Are you a home-grown Linux user?

Or do you use a commercial-grade Linux distro provided by a third party such as MontaVista?

It’s customary to present this as a binary choice. But in the real world of the embedded developer, it’s becoming increasingly common for development teams to be both home-grown and commercial Linux users. And there’s one very good reason for this: the Yocto Project.

The Yocto Project has given an extraordinary boost to the early-stage productivity of developers. By using a Yocto Project-compatible distro provided by an SoC manufacturer, or by using the Yocto Project to build their own Linux distro, developers can massively reduce the interval between creating a product idea and starting development of the application.

So a Yocto Project Linux is a great way to start an embedded development.

But is it a great way to finish it?

It’s easy to underestimate or even overlook the costs and risks associated with maintenance and support of a production-grade Linux distribution. When a hardware product is shipped, the Linux operating system on which it runs has to be stable, bug-free, and resistant to malware and other security threats.

Now in a new white paper, MontaVista has itemized the costs of maintenance and support over the lifetime of a typical commercial or industrial embedded device. The calculation depends to some extent on a project’s complexity, but it shows that there is typically very little cost advantage in maintaining an in-house Linux OS compared to the cost of licensing a commercial-grade Linux distro from a provider such as MontaVista.

And the decision is not just about costs: maintaining a home-grown Linux environment entails schedule, quality, and compliance risks that are eliminated by the use of a guaranteed commercial-grade distro.

On the grounds of stability, security and reliability, there is a clear argument in favour of commercial Linux for production implementations of a product design. For prototyping, however, many developers still find a Yocto Project distro provides the quickest, easiest route to first hardware.

Which is why the old binary choice – home-grown or commercial Linux?  – is binary no longer: more and more development teams will, in fact, use each at the appropriate stage of development.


AIM OF THE TASK:
Transcribe the entries that follow, every word as written, and drop the pictures.

[Figure content listings]
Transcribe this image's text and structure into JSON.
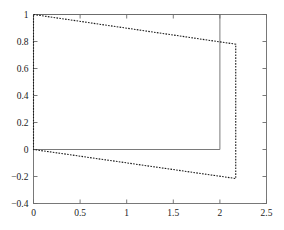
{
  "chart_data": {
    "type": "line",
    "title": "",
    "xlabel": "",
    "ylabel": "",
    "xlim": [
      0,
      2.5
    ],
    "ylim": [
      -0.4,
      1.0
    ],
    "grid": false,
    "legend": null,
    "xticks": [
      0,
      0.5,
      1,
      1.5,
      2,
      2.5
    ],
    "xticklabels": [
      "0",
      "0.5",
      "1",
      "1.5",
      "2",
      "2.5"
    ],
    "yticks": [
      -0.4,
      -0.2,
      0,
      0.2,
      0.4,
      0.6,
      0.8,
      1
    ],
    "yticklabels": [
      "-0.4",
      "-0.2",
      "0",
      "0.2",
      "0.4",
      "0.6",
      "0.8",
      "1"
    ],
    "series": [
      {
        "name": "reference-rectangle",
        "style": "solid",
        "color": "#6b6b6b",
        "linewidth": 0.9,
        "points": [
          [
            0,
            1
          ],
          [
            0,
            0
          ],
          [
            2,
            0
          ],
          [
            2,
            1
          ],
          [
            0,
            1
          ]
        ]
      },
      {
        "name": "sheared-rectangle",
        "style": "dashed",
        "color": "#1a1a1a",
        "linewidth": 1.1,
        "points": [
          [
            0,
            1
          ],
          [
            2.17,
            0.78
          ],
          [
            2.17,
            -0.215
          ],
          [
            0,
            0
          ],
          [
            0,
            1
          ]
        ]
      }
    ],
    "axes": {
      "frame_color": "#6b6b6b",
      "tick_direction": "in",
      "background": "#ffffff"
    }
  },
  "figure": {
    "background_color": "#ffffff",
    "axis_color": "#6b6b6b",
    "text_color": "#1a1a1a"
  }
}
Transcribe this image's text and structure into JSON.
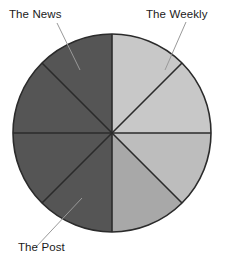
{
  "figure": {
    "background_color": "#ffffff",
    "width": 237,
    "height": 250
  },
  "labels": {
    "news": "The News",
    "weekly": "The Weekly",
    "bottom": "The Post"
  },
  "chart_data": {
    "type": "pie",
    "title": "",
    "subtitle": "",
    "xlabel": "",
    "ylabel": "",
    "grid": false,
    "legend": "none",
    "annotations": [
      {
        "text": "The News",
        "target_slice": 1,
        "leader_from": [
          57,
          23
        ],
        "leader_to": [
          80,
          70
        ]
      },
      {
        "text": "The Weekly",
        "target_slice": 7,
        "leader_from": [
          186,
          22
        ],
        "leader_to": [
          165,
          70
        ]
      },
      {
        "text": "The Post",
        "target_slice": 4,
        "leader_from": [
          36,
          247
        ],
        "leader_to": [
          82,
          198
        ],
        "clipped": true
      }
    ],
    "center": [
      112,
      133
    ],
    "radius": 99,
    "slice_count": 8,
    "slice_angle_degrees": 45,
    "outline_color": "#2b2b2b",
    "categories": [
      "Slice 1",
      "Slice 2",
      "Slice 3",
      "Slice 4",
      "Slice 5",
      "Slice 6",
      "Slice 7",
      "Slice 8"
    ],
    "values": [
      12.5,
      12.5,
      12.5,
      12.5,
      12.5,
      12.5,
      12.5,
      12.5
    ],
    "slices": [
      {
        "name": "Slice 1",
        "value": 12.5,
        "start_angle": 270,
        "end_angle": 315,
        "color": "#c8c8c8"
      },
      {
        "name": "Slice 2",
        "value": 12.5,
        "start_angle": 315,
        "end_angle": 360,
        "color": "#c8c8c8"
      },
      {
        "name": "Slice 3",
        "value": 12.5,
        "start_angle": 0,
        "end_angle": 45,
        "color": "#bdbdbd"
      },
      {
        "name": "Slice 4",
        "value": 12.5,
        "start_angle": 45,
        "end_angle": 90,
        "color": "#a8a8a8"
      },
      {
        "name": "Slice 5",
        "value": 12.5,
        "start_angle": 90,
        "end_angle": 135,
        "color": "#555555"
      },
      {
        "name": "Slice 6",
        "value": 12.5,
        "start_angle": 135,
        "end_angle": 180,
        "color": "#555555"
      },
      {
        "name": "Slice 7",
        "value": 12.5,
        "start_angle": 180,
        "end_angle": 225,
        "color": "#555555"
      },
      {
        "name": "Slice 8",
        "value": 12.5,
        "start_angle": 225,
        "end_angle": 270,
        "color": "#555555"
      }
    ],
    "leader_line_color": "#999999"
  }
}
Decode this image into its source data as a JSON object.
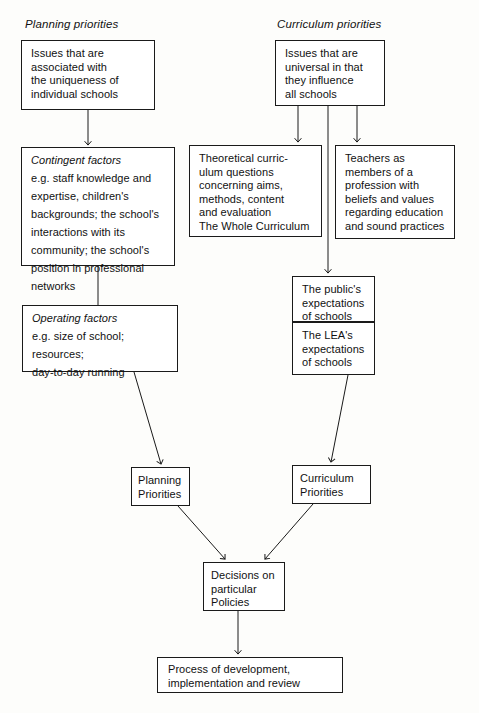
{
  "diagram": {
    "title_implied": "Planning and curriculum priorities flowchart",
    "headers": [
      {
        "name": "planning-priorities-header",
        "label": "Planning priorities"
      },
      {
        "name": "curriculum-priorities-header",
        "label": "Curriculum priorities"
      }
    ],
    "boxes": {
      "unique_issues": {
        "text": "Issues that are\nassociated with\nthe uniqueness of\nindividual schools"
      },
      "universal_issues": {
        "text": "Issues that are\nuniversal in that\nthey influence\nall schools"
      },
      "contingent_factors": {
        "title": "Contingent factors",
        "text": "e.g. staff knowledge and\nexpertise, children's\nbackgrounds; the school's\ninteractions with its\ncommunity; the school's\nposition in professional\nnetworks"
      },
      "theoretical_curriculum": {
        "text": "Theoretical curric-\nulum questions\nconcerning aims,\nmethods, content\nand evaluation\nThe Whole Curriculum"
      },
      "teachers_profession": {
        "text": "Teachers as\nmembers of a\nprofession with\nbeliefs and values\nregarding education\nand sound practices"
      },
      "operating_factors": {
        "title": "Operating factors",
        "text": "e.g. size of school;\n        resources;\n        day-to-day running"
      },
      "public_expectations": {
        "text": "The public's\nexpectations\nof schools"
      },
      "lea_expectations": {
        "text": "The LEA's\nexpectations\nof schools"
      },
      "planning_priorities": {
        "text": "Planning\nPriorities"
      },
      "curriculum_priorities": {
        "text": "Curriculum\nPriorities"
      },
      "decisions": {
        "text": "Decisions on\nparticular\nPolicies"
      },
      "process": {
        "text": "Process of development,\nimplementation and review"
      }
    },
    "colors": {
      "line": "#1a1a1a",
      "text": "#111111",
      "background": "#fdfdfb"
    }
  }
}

RESULT BELOW:
Transcribe this image's text and structure into JSON.
{
  "chart_data": {
    "type": "line",
    "title": "",
    "xlabel": "",
    "ylabel": "",
    "xlim": [
      0,
      2.5
    ],
    "ylim": [
      -0.4,
      1.0
    ],
    "grid": false,
    "legend": null,
    "xticks": [
      0,
      0.5,
      1,
      1.5,
      2,
      2.5
    ],
    "xticklabels": [
      "0",
      "0.5",
      "1",
      "1.5",
      "2",
      "2.5"
    ],
    "yticks": [
      -0.4,
      -0.2,
      0,
      0.2,
      0.4,
      0.6,
      0.8,
      1
    ],
    "yticklabels": [
      "-0.4",
      "-0.2",
      "0",
      "0.2",
      "0.4",
      "0.6",
      "0.8",
      "1"
    ],
    "series": [
      {
        "name": "reference-rectangle",
        "style": "solid",
        "color": "#6b6b6b",
        "linewidth": 0.9,
        "points": [
          [
            0,
            1
          ],
          [
            0,
            0
          ],
          [
            2,
            0
          ],
          [
            2,
            1
          ],
          [
            0,
            1
          ]
        ]
      },
      {
        "name": "sheared-rectangle",
        "style": "dashed",
        "color": "#1a1a1a",
        "linewidth": 1.1,
        "points": [
          [
            0,
            1
          ],
          [
            2.17,
            0.78
          ],
          [
            2.17,
            -0.215
          ],
          [
            0,
            0
          ],
          [
            0,
            1
          ]
        ]
      }
    ],
    "axes": {
      "frame_color": "#6b6b6b",
      "tick_direction": "in",
      "background": "#ffffff"
    }
  },
  "figure": {
    "background_color": "#ffffff",
    "axis_color": "#6b6b6b",
    "text_color": "#1a1a1a"
  }
}
Transcribe this image's text and structure into JSON.
{
  "figure": {
    "background_color": "#ffffff",
    "width": 237,
    "height": 250
  },
  "labels": {
    "news": "The News",
    "weekly": "The Weekly",
    "bottom": "The Post"
  },
  "chart_data": {
    "type": "pie",
    "title": "",
    "subtitle": "",
    "xlabel": "",
    "ylabel": "",
    "grid": false,
    "legend": "none",
    "annotations": [
      {
        "text": "The News",
        "target_slice": 1,
        "leader_from": [
          57,
          23
        ],
        "leader_to": [
          80,
          70
        ]
      },
      {
        "text": "The Weekly",
        "target_slice": 7,
        "leader_from": [
          186,
          22
        ],
        "leader_to": [
          165,
          70
        ]
      },
      {
        "text": "The Post",
        "target_slice": 4,
        "leader_from": [
          36,
          247
        ],
        "leader_to": [
          82,
          198
        ],
        "clipped": true
      }
    ],
    "center": [
      112,
      133
    ],
    "radius": 99,
    "slice_count": 8,
    "slice_angle_degrees": 45,
    "outline_color": "#2b2b2b",
    "categories": [
      "Slice 1",
      "Slice 2",
      "Slice 3",
      "Slice 4",
      "Slice 5",
      "Slice 6",
      "Slice 7",
      "Slice 8"
    ],
    "values": [
      12.5,
      12.5,
      12.5,
      12.5,
      12.5,
      12.5,
      12.5,
      12.5
    ],
    "slices": [
      {
        "name": "Slice 1",
        "value": 12.5,
        "start_angle": 270,
        "end_angle": 315,
        "color": "#c8c8c8"
      },
      {
        "name": "Slice 2",
        "value": 12.5,
        "start_angle": 315,
        "end_angle": 360,
        "color": "#c8c8c8"
      },
      {
        "name": "Slice 3",
        "value": 12.5,
        "start_angle": 0,
        "end_angle": 45,
        "color": "#bdbdbd"
      },
      {
        "name": "Slice 4",
        "value": 12.5,
        "start_angle": 45,
        "end_angle": 90,
        "color": "#a8a8a8"
      },
      {
        "name": "Slice 5",
        "value": 12.5,
        "start_angle": 90,
        "end_angle": 135,
        "color": "#555555"
      },
      {
        "name": "Slice 6",
        "value": 12.5,
        "start_angle": 135,
        "end_angle": 180,
        "color": "#555555"
      },
      {
        "name": "Slice 7",
        "value": 12.5,
        "start_angle": 180,
        "end_angle": 225,
        "color": "#555555"
      },
      {
        "name": "Slice 8",
        "value": 12.5,
        "start_angle": 225,
        "end_angle": 270,
        "color": "#555555"
      }
    ],
    "leader_line_color": "#999999"
  }
}
Decode this image into its source data as a JSON object.
{
  "diagram": {
    "title_implied": "Planning and curriculum priorities flowchart",
    "headers": [
      {
        "name": "planning-priorities-header",
        "label": "Planning priorities"
      },
      {
        "name": "curriculum-priorities-header",
        "label": "Curriculum priorities"
      }
    ],
    "boxes": {
      "unique_issues": {
        "text": "Issues that are\nassociated with\nthe uniqueness of\nindividual schools"
      },
      "universal_issues": {
        "text": "Issues that are\nuniversal in that\nthey influence\nall schools"
      },
      "contingent_factors": {
        "title": "Contingent factors",
        "text": "e.g. staff knowledge and\nexpertise, children's\nbackgrounds; the school's\ninteractions with its\ncommunity; the school's\nposition in professional\nnetworks"
      },
      "theoretical_curriculum": {
        "text": "Theoretical curric-\nulum questions\nconcerning aims,\nmethods, content\nand evaluation\nThe Whole Curriculum"
      },
      "teachers_profession": {
        "text": "Teachers as\nmembers of a\nprofession with\nbeliefs and values\nregarding education\nand sound practices"
      },
      "operating_factors": {
        "title": "Operating factors",
        "text": "e.g. size of school;\n        resources;\n        day-to-day running"
      },
      "public_expectations": {
        "text": "The public's\nexpectations\nof schools"
      },
      "lea_expectations": {
        "text": "The LEA's\nexpectations\nof schools"
      },
      "planning_priorities": {
        "text": "Planning\nPriorities"
      },
      "curriculum_priorities": {
        "text": "Curriculum\nPriorities"
      },
      "decisions": {
        "text": "Decisions on\nparticular\nPolicies"
      },
      "process": {
        "text": "Process of development,\nimplementation and review"
      }
    },
    "colors": {
      "line": "#1a1a1a",
      "text": "#111111",
      "background": "#fdfdfb"
    }
  }
}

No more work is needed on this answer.